I’m an American living in the UK for the past few years so I have a unique perspective on the US healthcare issue that I wish to share. I’ve experienced both the US private insurance based system and the UK state-run healthcare system and I do feel that people in the US are missing the point and that the arguments for and against miss some very important facts.
I’m an IT contractor, I do network engineering, security work, plus some coding and perl scripting thrown in. I’m the director of a limited company which hires me out to difference companies on short-mid term contracts. In the past I have had a several permanent jobs both in the US and UK. In the US one of the primary concerns anyone has is healthcare for themselves and their family. When chosing a job one of the big questions is the provider and policy the employer offers. Insurance is a huge concern for those who are self-employed and in many cases the costs involved for private coverage are exhorbitant enough to prevent people from starting their own business. And if you lose your job you have the unenviable choice of either paying way over the odds to keep your old policy or taking a huge gamble and going without. I know American Ex-pats who can’t move back to the states because they have pre-existing medical conditions and would be denied health coverage. Can you imagine being barred from your own company because you have diabetes or MS? What does that say about America?
In the UK it’s completely different. If I lose my job I don’t have to worry about being covered until I get a new one. When looking for a job I don’t have to think about insurance, I can chose the best job for me. I can start a business, quit work for 6 months and write a book or iPhone apps all without a second thought. I pay into the system so I’m entitled to the benefits.
Some people are saying that state-provided healthcare makes one less free, but that couldn’t be farther than the truth. For me it’s given me freedom from worry and the freedom to pursue my own career goals.
Some of the arguments against state-run healthcare make me crack up because they actually support the case more than they damage it if you look past the emotionality:
– “There will be a department of doctors who decide what care people get. They’ll decide who lives and who dies!” OK, so how does this differ from private healthcare companies? They have whole departments which have the whole purpose of deciding how they can give you the least care possible. They also have whole departments tasked with denying people care they are entitled to so they can save money. Which would you rather have, a system which is trying to save its stockholders money or a system which is trying to save your money?
– “There will be huge lines to see the doctor!” Why? Are people going to go for the sheer novelty of it? I spend as little time as possible at the docs and I suspect others would be similar. In the UK I don’t wait any longer to see a GP than I would in the states, why would I? What’s the basis of this statement?
– “I’ll have to pay for other people’s coverage!” I hate to tell you but you already do. You want to know what people without coverage do in the US? They go to the emergency room where they can’t be turned away. They get treated because it’s illegal and unethical for the hospital not to. And guess who pays for it? You do either through taxes or in your insurance premiums. So you pay either way.
– “yeah, but it will cost me more because they’ll all use it more!” Better people see the doctor for a minor condition than go to the ER with a major condition, it will cost less. I know a guy with no health insurance and no money who had chest pains and had a quadruple bypass. He didn’t pay a thing because he had nothing to give them. That cost the hospital, and therefore society more than $300,000. He hadn’t seen a doctor in years because he didn’t have insurance and couldn’t pay. If he had he would have been diagnosed with heart problems years before he needed surgery and received preventative care which would have cost a fraction of emergency care. All these people going into the ER with acute conditions cost the system about the same as if they could go to the doctor before things get that desperate.
It seems that some people think that if we adopt socialized medicine in the US that the 4 horsemen of the apocalypse will appear, the sky will fall, and time itself will end. Get a grip! In the US we have a state-funded education system that goes from nursery through grad school, we have state funded roads, parks, water supplies, waste removal, and social security amongst many other state-funded systems. We are better off for all these things, so why not healthcare? What’s the big deal?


→ **Exercise objective**
Leave out the images and output the records word for word.

===

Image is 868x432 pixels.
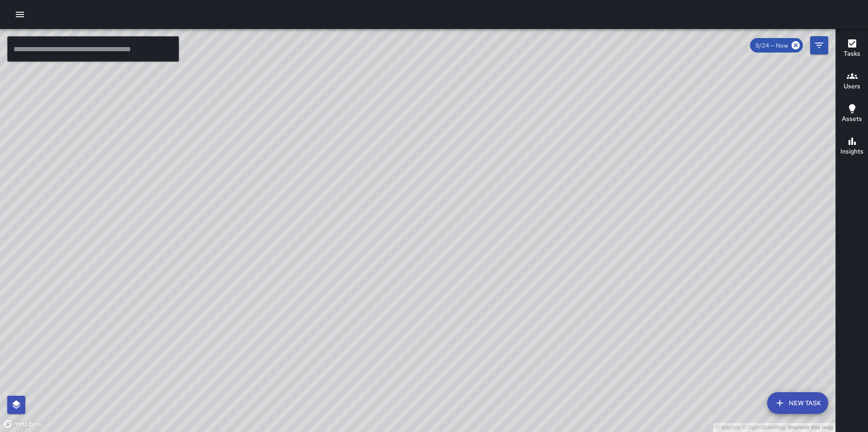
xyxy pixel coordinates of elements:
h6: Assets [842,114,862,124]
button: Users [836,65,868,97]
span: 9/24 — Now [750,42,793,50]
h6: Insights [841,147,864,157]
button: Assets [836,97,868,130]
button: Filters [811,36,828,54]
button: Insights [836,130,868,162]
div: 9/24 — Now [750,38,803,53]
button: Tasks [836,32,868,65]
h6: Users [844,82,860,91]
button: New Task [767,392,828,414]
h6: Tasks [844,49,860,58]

===

→ **Answer space**
Image is 868x432 pixels.
xyxy pixel coordinates of elements:
h6: Assets [842,114,862,124]
button: Users [836,65,868,97]
span: 9/24 — Now [750,42,793,50]
h6: Insights [841,147,864,157]
button: Assets [836,97,868,130]
button: Filters [811,36,828,54]
button: Insights [836,130,868,162]
div: 9/24 — Now [750,38,803,53]
button: Tasks [836,32,868,65]
h6: Users [844,82,860,91]
button: New Task [767,392,828,414]
h6: Tasks [844,49,860,58]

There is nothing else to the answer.